2026 Season outlook: For my money, the position on this roster with the most question-marks is inside linebacker. If you want a hot take, I think it’s the weakest position on the team; if you want me to keep it mild, it’s just the grouping that has the least clarity given the new defensive front. Many of the players listed here are undersized by NFL standards, and most of them have little to no experience playing in a 3-4 front. Granted, the Bills are likely to be quite multiple in their defense, and they aren’t going to play a traditional 3-4 like the 1990s Bills did. Regardless, this group is still the one that gives me the most pause in evaluating the 2026 Bills.
This is a long-winded way of saying that, if there is a position on the roster where an undrafted free agent could come in and surprise, it’s the inside linebacker spot. Gaines might be a converted defensive lineman with limited experience as a linebacker, and he might have only played linebacker in a 4-3 front (or a 4-2-5) in college, but that lack of 3-4 experience doesn’t necessarily put him behind the proverbial eight-ball here. What he does have is the size to withstand playing in the middle of an odd-front defense, and that’s before spending a year in a professional strength and conditioning program.
At Vanderbilt’s pro day, Gaines showed off some solid athleticism in the spring. He put up 20 reps of the 225-pound bench press, leapt 37” in the vertical jump and 9’11” in the broad jump, and ran the 40-yard dash in 4.63 seconds. He struggled in the short-area drills, logging a 4.55-second time in the 20-yard shuttle run and a 7.5-second time in the three-cone drill, but overall, his measurables are noteworthy.

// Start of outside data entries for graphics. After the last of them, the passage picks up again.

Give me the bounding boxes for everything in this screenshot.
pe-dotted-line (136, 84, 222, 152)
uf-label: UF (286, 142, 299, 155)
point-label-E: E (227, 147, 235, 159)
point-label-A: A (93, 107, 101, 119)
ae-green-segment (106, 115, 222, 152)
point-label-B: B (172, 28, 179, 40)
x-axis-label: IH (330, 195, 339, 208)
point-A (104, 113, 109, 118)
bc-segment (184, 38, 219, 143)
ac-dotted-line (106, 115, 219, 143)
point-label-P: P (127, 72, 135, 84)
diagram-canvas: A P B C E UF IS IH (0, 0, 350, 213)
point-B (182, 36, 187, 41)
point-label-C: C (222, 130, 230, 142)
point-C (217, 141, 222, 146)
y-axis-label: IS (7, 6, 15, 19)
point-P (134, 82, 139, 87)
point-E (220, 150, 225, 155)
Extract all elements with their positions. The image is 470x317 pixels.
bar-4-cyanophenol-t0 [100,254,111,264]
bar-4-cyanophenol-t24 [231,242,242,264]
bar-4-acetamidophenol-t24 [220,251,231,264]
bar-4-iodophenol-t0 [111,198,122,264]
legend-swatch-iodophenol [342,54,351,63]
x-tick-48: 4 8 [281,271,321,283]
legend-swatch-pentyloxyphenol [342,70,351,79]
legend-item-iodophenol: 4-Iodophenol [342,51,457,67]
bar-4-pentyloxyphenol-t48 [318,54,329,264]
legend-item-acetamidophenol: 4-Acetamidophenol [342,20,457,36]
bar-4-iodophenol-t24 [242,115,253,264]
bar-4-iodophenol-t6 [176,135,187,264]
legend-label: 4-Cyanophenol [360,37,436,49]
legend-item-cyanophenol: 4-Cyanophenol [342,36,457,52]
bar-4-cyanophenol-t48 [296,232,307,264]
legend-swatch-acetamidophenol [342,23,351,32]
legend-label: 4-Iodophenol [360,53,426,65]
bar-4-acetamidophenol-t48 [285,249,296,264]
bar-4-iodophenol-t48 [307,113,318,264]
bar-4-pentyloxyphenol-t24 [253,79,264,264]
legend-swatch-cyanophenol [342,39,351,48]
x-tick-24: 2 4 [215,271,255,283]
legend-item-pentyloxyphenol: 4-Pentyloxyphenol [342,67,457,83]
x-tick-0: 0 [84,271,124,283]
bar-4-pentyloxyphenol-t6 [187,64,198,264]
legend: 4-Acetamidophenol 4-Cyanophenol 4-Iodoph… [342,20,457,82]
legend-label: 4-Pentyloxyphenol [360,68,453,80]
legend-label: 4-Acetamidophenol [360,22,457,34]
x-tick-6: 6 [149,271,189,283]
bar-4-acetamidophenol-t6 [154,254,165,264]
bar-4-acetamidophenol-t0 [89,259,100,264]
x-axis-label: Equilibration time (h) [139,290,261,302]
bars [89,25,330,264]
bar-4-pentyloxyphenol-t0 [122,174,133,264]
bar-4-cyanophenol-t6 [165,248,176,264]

If we assume that Andreessen, Bernard, Williams, and Elams-Orr are solidly on the roster, it’s not entirely crazy to think that Gaines has a chance at cracking the 53 as a special teams player-slash-fifth linebacker. It’s much more likely that he’s fighting for a spot on the practice squad, but it could come down to a numbers game. Either way, Theron (pronounced THEE-ron) Gaines is going to be a player to watch this summer.